(Beginning of Data excerpts)
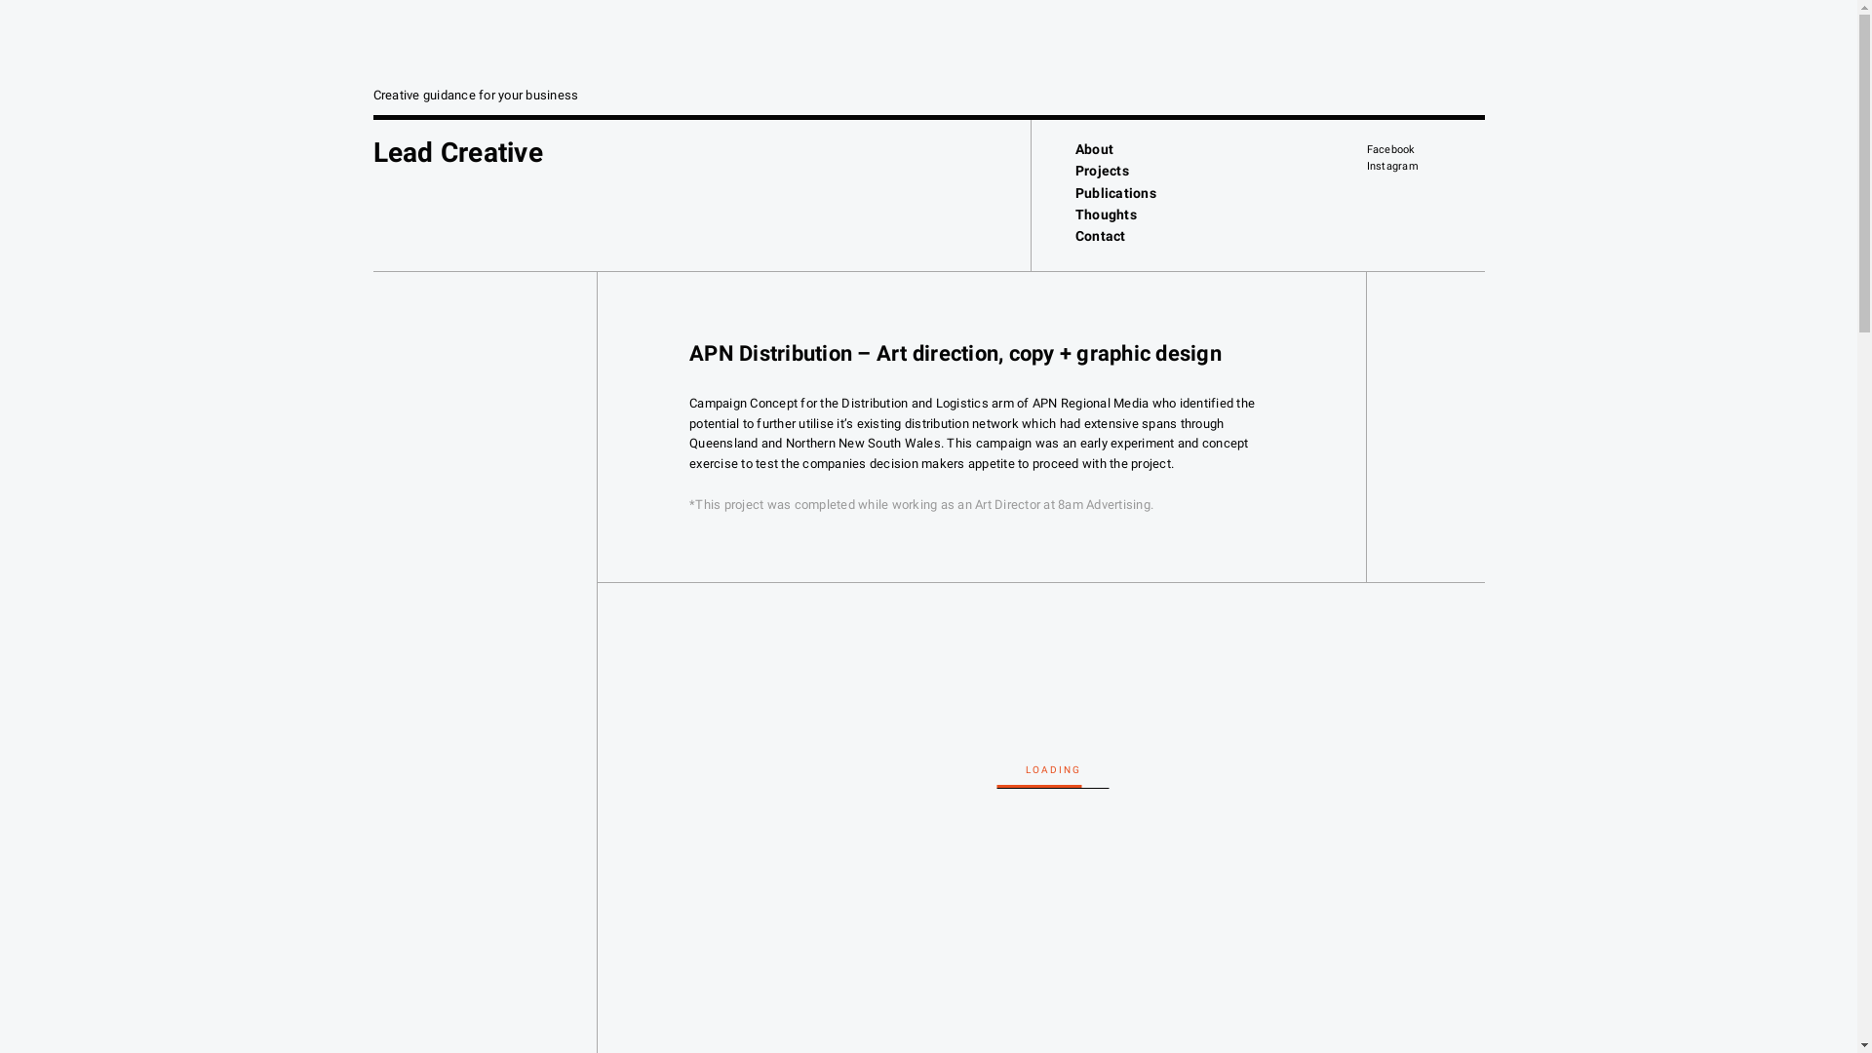  What do you see at coordinates (1392, 166) in the screenshot?
I see `Instagram` at bounding box center [1392, 166].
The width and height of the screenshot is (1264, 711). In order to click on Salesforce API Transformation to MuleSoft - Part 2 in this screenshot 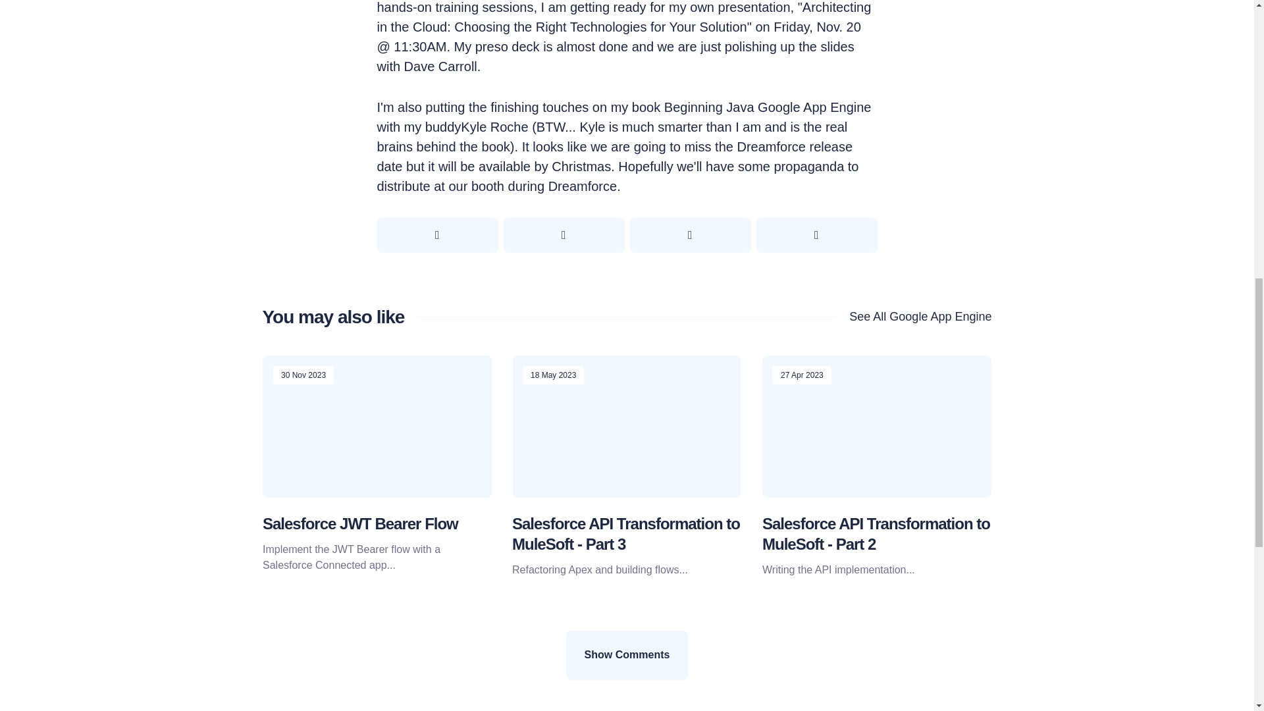, I will do `click(875, 533)`.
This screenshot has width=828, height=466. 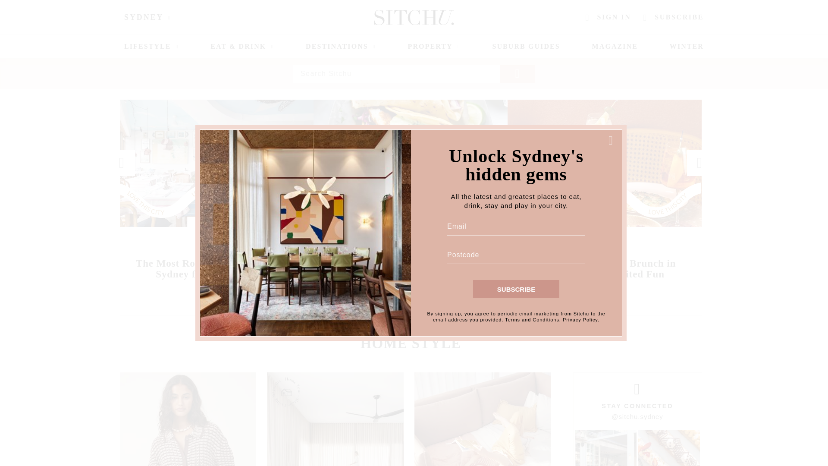 I want to click on SUBURB GUIDES, so click(x=525, y=47).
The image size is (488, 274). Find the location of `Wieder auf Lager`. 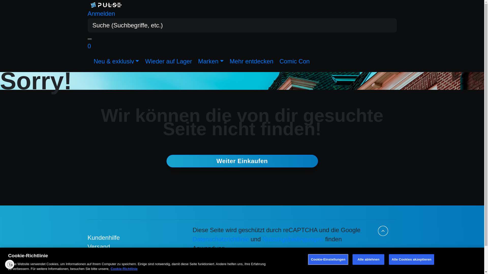

Wieder auf Lager is located at coordinates (168, 61).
(End of Data excerpts)
Task details: Your output should consist solely of the lines from the line containing "The image size" through the last line of the entries, verbatim, minus any pictures.

Result of this task:
The image size is (488, 274). Find the location of `Wieder auf Lager`. 

Wieder auf Lager is located at coordinates (168, 61).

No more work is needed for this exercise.